I keep wondering why I ever read Quanta Magazine. It takes a pretty generous reading of "need" to make this a correct statement.

JohnKemeny•1y ago
Not really. Coloring a graph is almost always talking about proper coloring, meaning that things that objects that are related receive different colors.

If you read the introduction, you'll also read that the goal is to "color each of your lines and require that for every point, no two lines connected to it have the same color."

Ps. "How many colors a graph needs" is a very well established term in computer science and graph theory.

mockerell•1y ago
I think the comment referred to the phrase „a graph needs X (colors or whatever)“. For me, this can be read two ways: 1. „a graph always needs at least X colors“ or 2. „a graph always needs at most X colors“.

Personally, I would interpret this as option 1 (and so did the comment above I assume). In that case, the statement is wrong. But I’d prefer to specify „at most/ at least“ anyways.

Or even better, use actual vocabulary. „For every graph there exists a coloring with X colors.“ or „any graph can be coloured using X colors“.

PS: I also agree with the sentiment about quanta magazine. It’s hard to get some actual information from their articles if you know the topic.

JohnKemeny•1y ago
What about this statement:

No matter how large a car is, it is easy to figure out how much money you'll need to buy it. Simply look at the price tag.

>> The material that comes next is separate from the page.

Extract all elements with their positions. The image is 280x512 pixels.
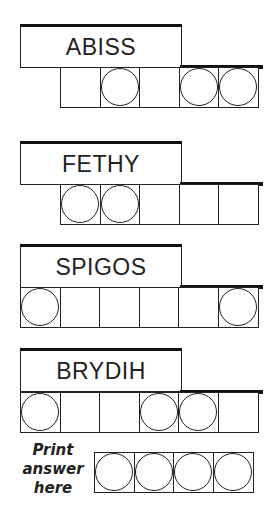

(From: No matter how large a graph is, it’s easy to figure out how many colors you’ll need to color it. Simply look for the maximum ...)

mauricioc•1y ago
Parent's point is that sometimes (but not always) the store is perfectly fine selling you a car for $1 less than what the "price tag" of Delta(G)+1 dollars asks for, so "need" is a bit inaccurate.
phkahler•1y ago
Is this going to lead to faster compile times? Faster register allocation...
john-h-k•1y ago
Very few compilers actually use vertex coloring for register allocation
isaacimagine•1y ago
Totally. The hard part isn't coloring (you can use simple heuristics to get a decent register assignment), rather, it's figuring out which registers to spill (don't spill registers in hot loops! and a million other things!).
NooneAtAll3•1y ago
and this post isn't even about vertex coloring
DannyBee•1y ago
No.

In SSA, the graphs are chordal, so were already easily colorable (relatively).

Outside of SSA, this is not true, but the coloring is still not the hard part, it's the easy part.